It is our assumptions about what education is, where and when learning and teaching takes place, and how education,
school districts, and school sites should be organized that control the
current organizational face of education. We have built what we assumed is the best organization and model for delivery of instruction to a population.
What, however, if those
assumptions are wrong?
Have you ever considered the fact that the assumptions you make about what education is and what is should be are wrong?

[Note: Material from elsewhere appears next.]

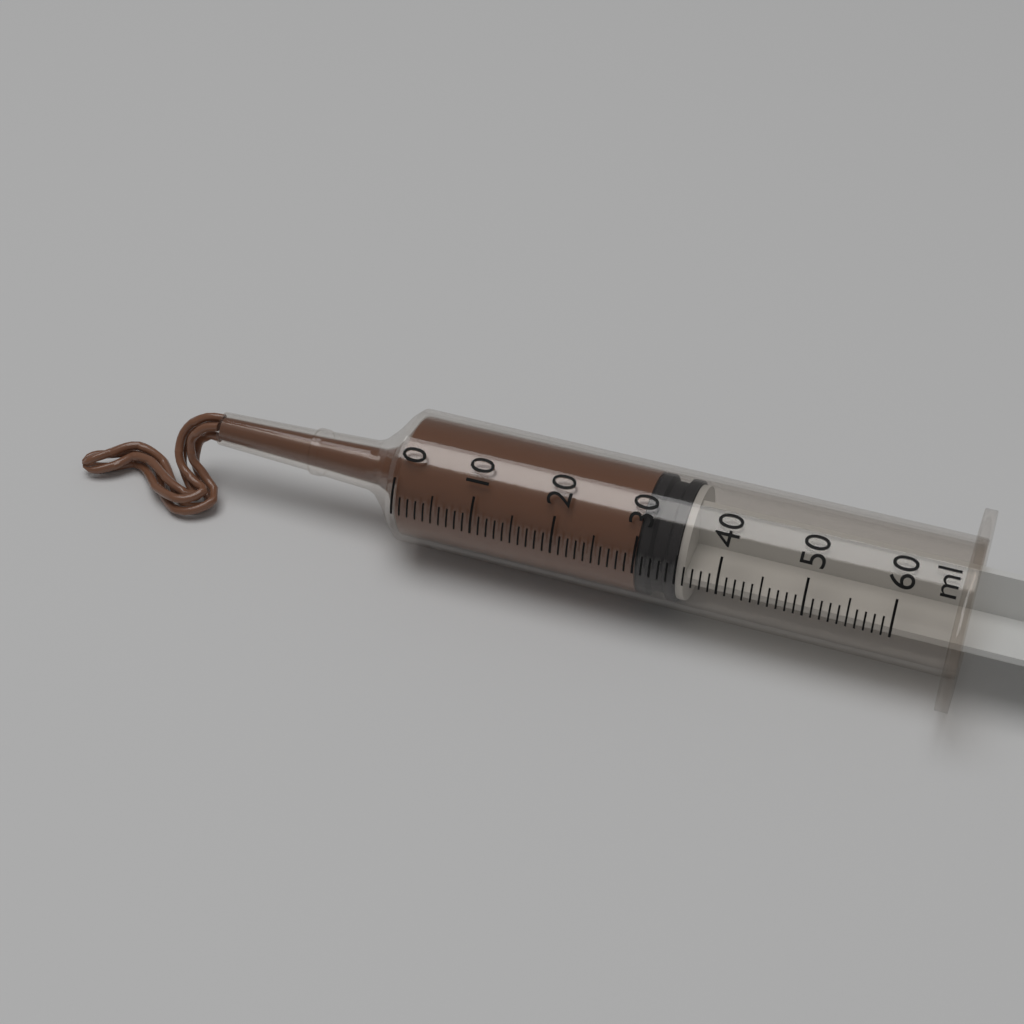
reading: 30 ml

As O’Toole puts it, “Remember,
it was once widely assumed that no airline could trust its employees to
decide how best to serve customers—until Southwest did. It one was
assumed that no company in the discount retail industry could succeed
while paying its employees decent salaries and offering them full
benefits—until Costco did. It was assumed that poorly educated
blue-collar workers in old-line manufacturing firms could not be taught
managerial accounting and then left to be self-managing—until SRC
Holdings did. Once the conventional wisdom was that employees must be
closely supervised and governed by rules—until W.L. Gore proved
otherwise. And it was assumed that the first thing a company must do in
a financial crisis is to lay off workers—until Xilinx discovered
alternatives.”
Are there alternatives to our current model?
Does education have alternatives? Are
educational leaders willing to honestly explore them? Will teachers, union
leaders, parents, and politicians allow for different assumptions to be pursued? William A. Foster said, “Quality
is never an accident; it is always the result of high intention,
sincere effort, intelligent direction and skillful execution; it
represents the wise choice of many alternatives.” Is what we have built the "wise choice of many alternatives", or is it simply what we have ended up with?
Archibald MacLeish once said, "What is freedom? Freedom is the right to choose: the right to create for oneself the alternatives of choice." Wil education and those in it ever have the freedom to develop and create alternatives to the current model. Will we be free to pursue the The High-Involvement Company or the Global-Competitor Company, as described by O' Toole, or a hybrid of the two, or even something not yet discovered?
As O’ Toole says, “The statement ‘I have no alternative’ is one of the surest indicators of leadership failure.”